Atlas Shrugged kinda sucks..there is no getting around that. However i suggest people who don't like Atlas Shrugged actually read "We the Living", Rand herself contends that her philosophy was not fully developed and expressed in that book, maybe that is true, but succeeds where Atlas fails in that it reads like a real novel with characters you can believe, and experience some empathy for/with.

Comment Falling on tone-deaf ears? (Score 2) 27

Hyping AI during a commencement speech has been a surefire way to get boos ...

Some, if not all, of those speeches are a little tone deaf. US students on why they booed their pro-AI graduation speakers: ‘They’re not reading the room’

And there are several, so far,
- Florida students boo graduation speaker who called AI ‘next Industrial Revolution’
- Ex-Google CEO Eric Schmidt booed after AI remarks at Arizona commencement
- Google: commencement AI boo.

The only way these commencement speakers could get booed more is if they fell asleep at game #3 of the NBA Finals. :-)

Comment Re:My take (Score 1) 30

windows 11: -1.256651575149455e-47

and I also remember the Pentium bug. We had to replace hundreds of chips for a large investment bank.

Yup, the tiny errors OP was seemingly claiming were insignificant are not insignificant in banking.

There was a story years ago about how someone became wealthy by taking the fractions of a cent leftovers from banks and pushed them in to his own account. That's just a story, but it do add up.

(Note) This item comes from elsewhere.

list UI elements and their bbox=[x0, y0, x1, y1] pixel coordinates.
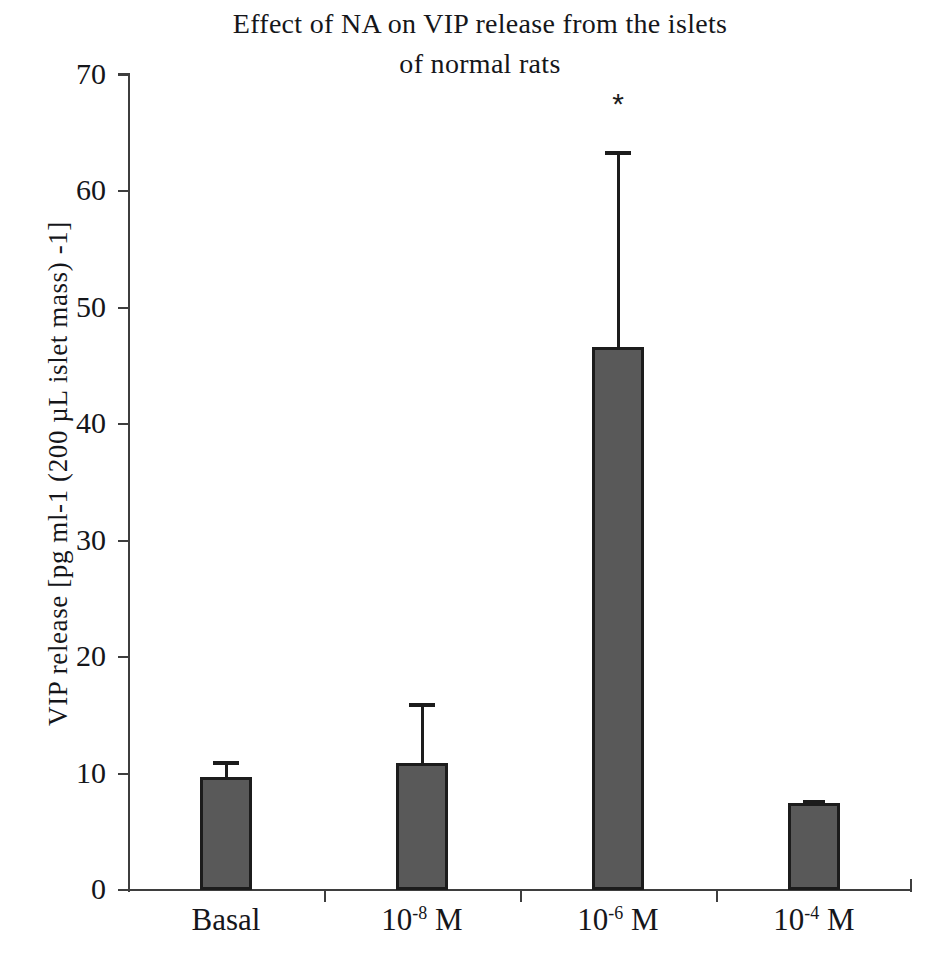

Comment Re:Who wants to be booed? (Score 2) 27

Even if LLMs create prosperity- and this is still speculation- that is cold comfort to college grads who are being told they spent $100,000 on nothing.

Especially considering any prosperity will probably go more to those guests making the commencement speeches than the graduates hearing them.

Comment Re:Just because you are famous.. (Score 1) 96

Ah the "Using technology you do not understand" argument. US Military footage, on one hand you say the know more than we do, and on the other you say they can not avoid our radar/planes etc. Pick a lane.

That brings up the rationale used by many, that fighter pilots saw it, so they cannot be wrong. Fighter pilots are interesting people with excellent reflexes, all intelligent, alpha types. Their lives often depend on high end observational skills.

So they scan hard and well for threats. But when it comes to analysis, most are pretty average.